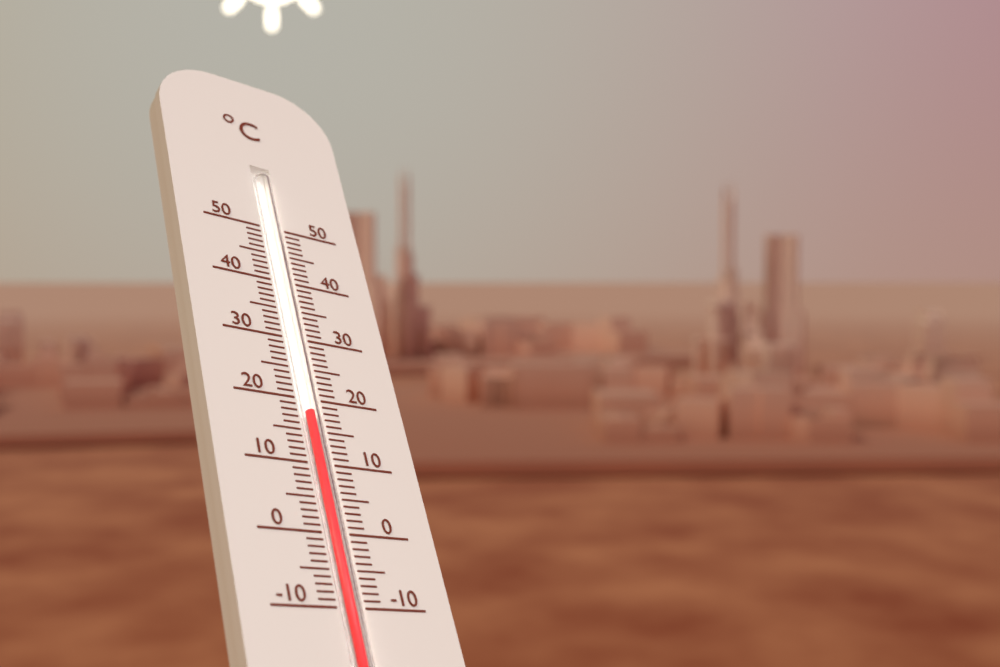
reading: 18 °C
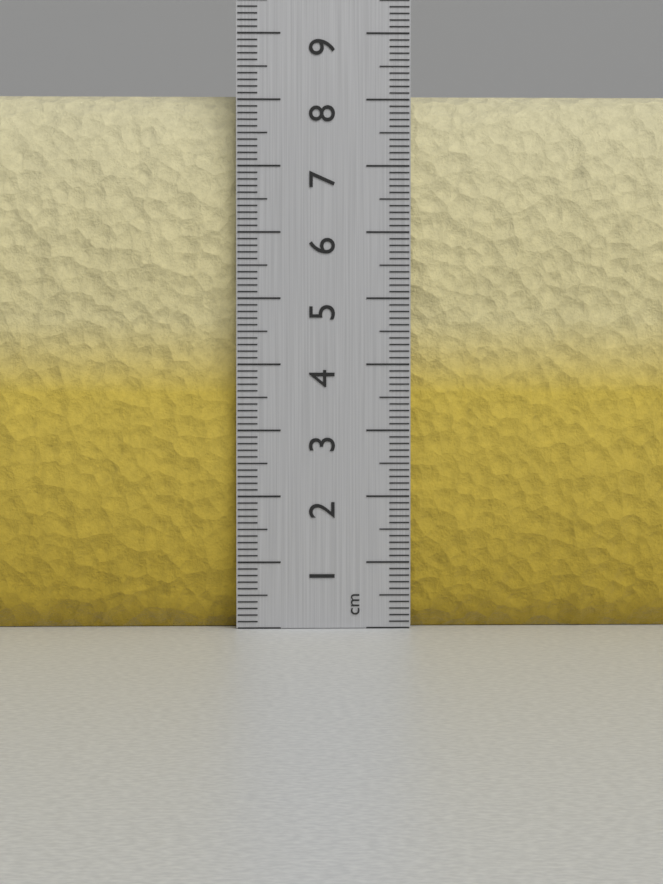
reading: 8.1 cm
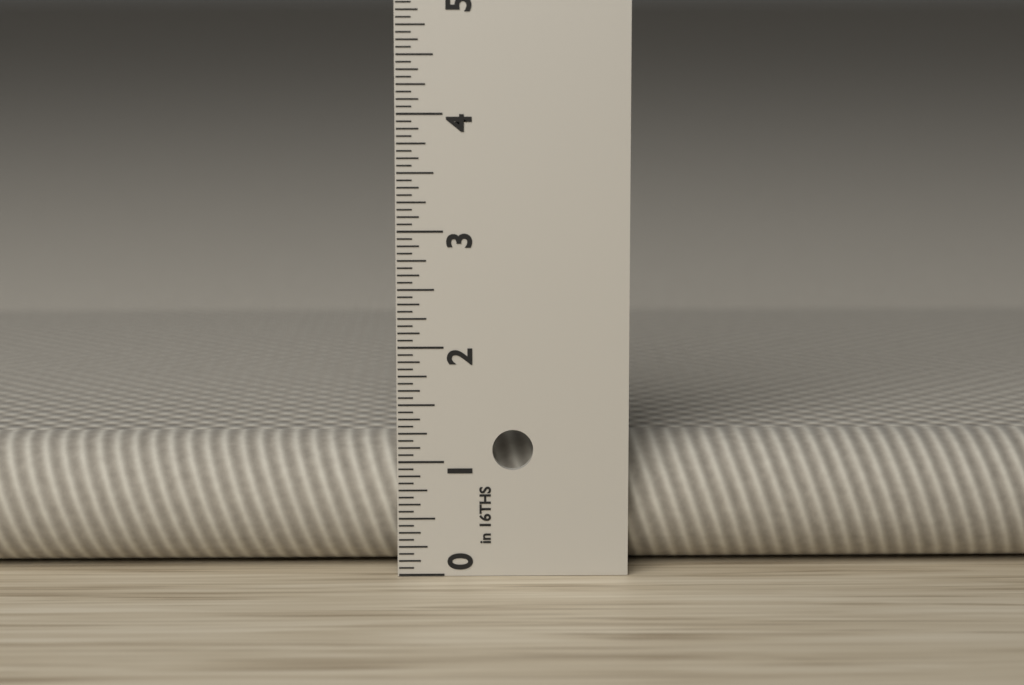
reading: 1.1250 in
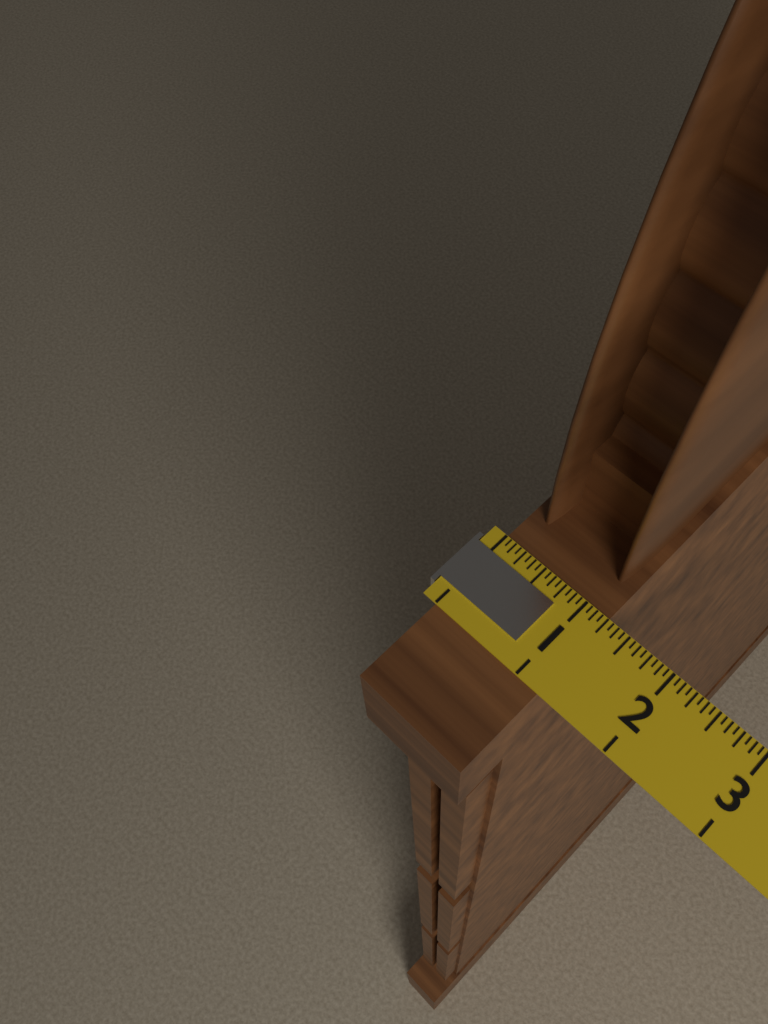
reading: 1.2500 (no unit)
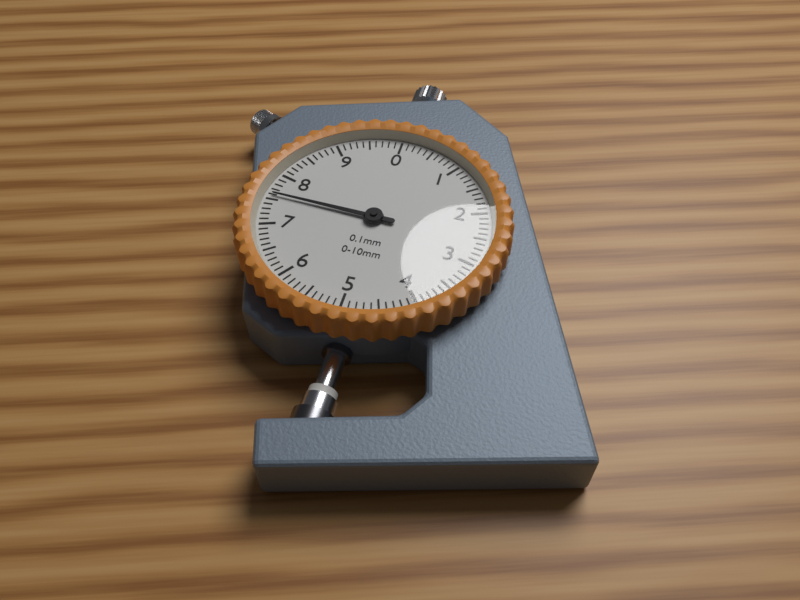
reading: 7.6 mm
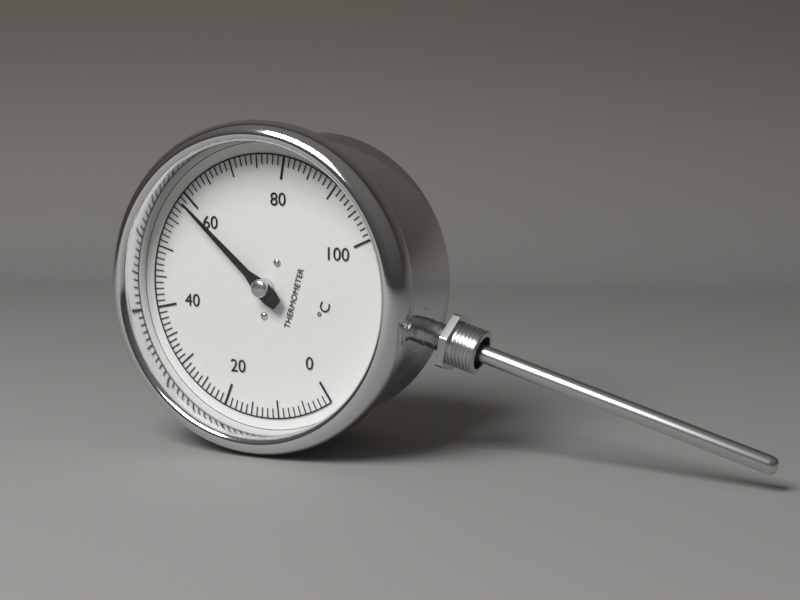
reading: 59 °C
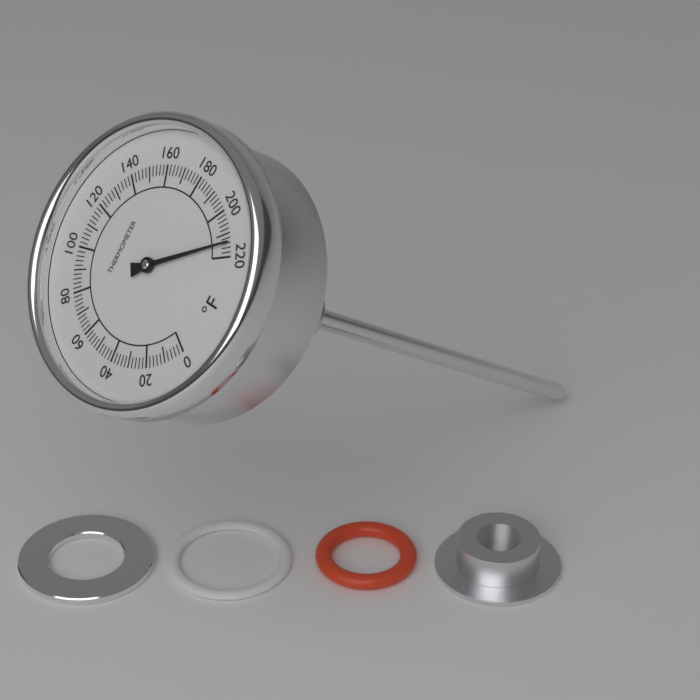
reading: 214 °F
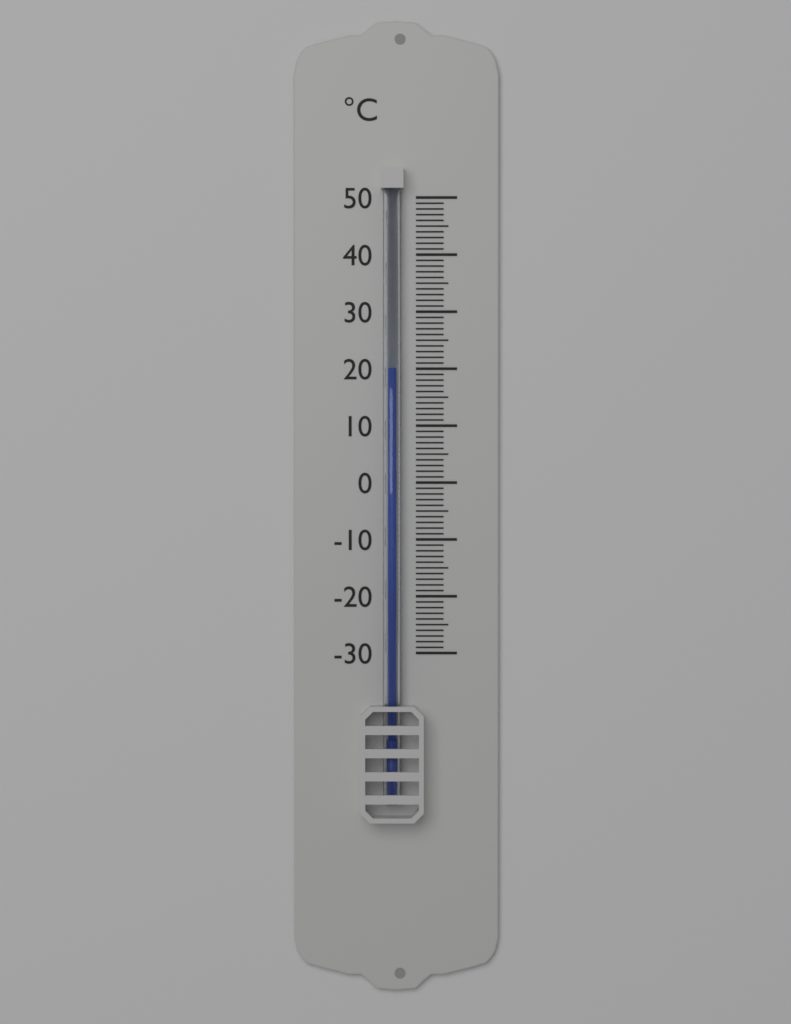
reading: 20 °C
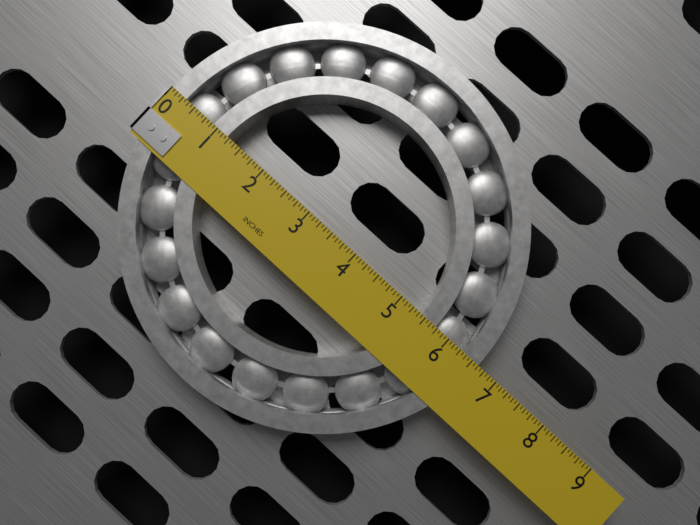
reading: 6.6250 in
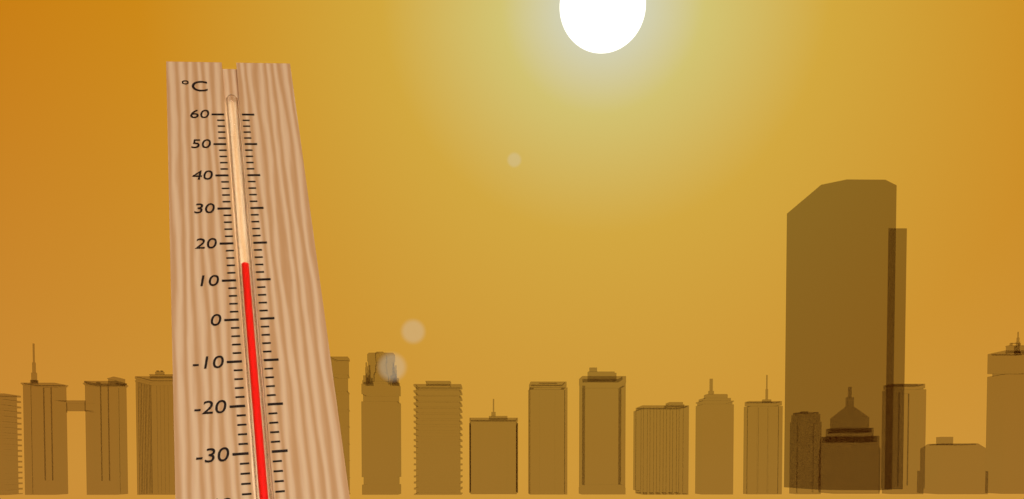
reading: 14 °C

_Description of the task_
Reproduce exactly the lines above from the one with "reading: 7.6 mm" through the last line of the data, keeping both ends and dropping the pictures.

_Written reply_
reading: 7.6 mm
reading: 59 °C
reading: 214 °F
reading: 20 °C
reading: 6.6250 in
reading: 14 °C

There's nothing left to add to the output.